They know if you're using software typically associated with media infringement ie peer to peer (known cos ISPs can see what program you're using, IE, Firefox etc).
They know what sites you visit.
They will be able to know the content of what your traffic is., if they don't already.
given that it is possible to see who is doing what, the question is how far are they going to get pushed down that road before they say, yep, that's good enough.The issue is also how it is administrated and enforced.
guilty until proven innocent seems pretty crap, its easy enough to prove guilty though. it will mean paying a visit with a warrant to investigate though. I'd prefer a warning kinda deal.
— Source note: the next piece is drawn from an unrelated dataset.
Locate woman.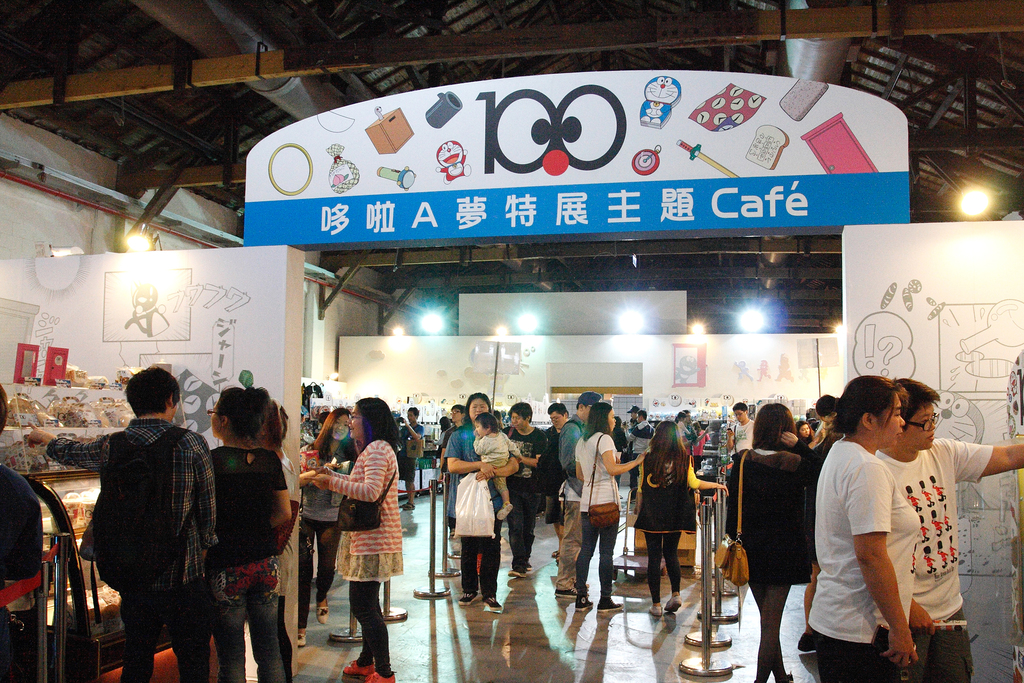
Bounding box: x1=257 y1=394 x2=307 y2=682.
There was an article linked further up of a study that said that most people would stop downloading copyright material if asked directly, ie if they got caught and a warning.Will this stop piracy?
its certainly going to make it a lot harder to get away with, if all Internet providers play by the same rules you're basically forced to work by their rules as you are now with traffic shaping already in force on many providers.
people can still visit their friends and share music and media like they always have but it makes it more personal, you actually have to see the person you're sharing with instead of the completely anonymous situation we now have.
will media be less fun?, yes, but it was never going to last as it was anyway.are there better ways of delivering media. hell yeah.
I'd happily pay a couple of bucks for an episode sans ads of my favourite program. If I like 5 programs a week that's $50 a month more or less. that's good income for a media content provider.same with music although I think mp3 is hardly a worthy delivery format for the good money they're asking.
here's some figures for you. (approx for ease)
if you sell a cd in a store for $29. (store keeps $12)
$17 of that goes to the distributor, (distributor keeps $4)
$13 of that goes to the label (label pays for pressing, recording costs promotion administration fronts the cash etc)
after all that there's not much left over. but artists get a few dollars if there's anything left over.The record store takes by far the biggest cut.
so if you cut out the distributor and store you're left with $13 to cover, meaning you could sell an album for roughly $1 a track, or less.
it isn't labels or artists that are taking the biggest whack.
don't really know what that's all got to do with copyright as a concept, more to do with copyright enforcement which there is f all of right now. -
come back to us with the Jayden story.
oh you'll be hearing more from jayden, and his 2 brothers (hayden and shayden), possibly even their cousins shane, dwyane, and another name that rhymes with that lot)
but I got to do work for the next few hours.
till then, you'll have to wait. -
So tell me Rob, how will detection and enforcement work in your thinking?
In before "don't look at me, it's the tech wonks' job to work that out"...
what he said, but I'm thinking secret police, explosives, water boarding (© USA), derogatory comments, and stern eyebrows, failing that probably something along the lines of actually looking for infringement through the most obvious avenues available,
already internet providers can tell
- how much you're downloading in data totals, (90 gig a month probably isn't emails, and most likely not only music, but still)
- what program you're usung ie peer to peer, and filter it out.
- what sites you're visiting (russian mafia pirate sites)
- and only a matter of time to figure out what encoded stuff you're doing.ie they've got almost everything they need right now,
I also wanted to add to my hayden example,Hayden and his brothers are big fans of petrol, and they're upset in they way they're being treated like criminals when they're the guys that support it in the first place (outside of actually buying it)
theey're deeply offended in the way the petrol industry is treating them and they can't see what they're doing wrong. everyone is doing it.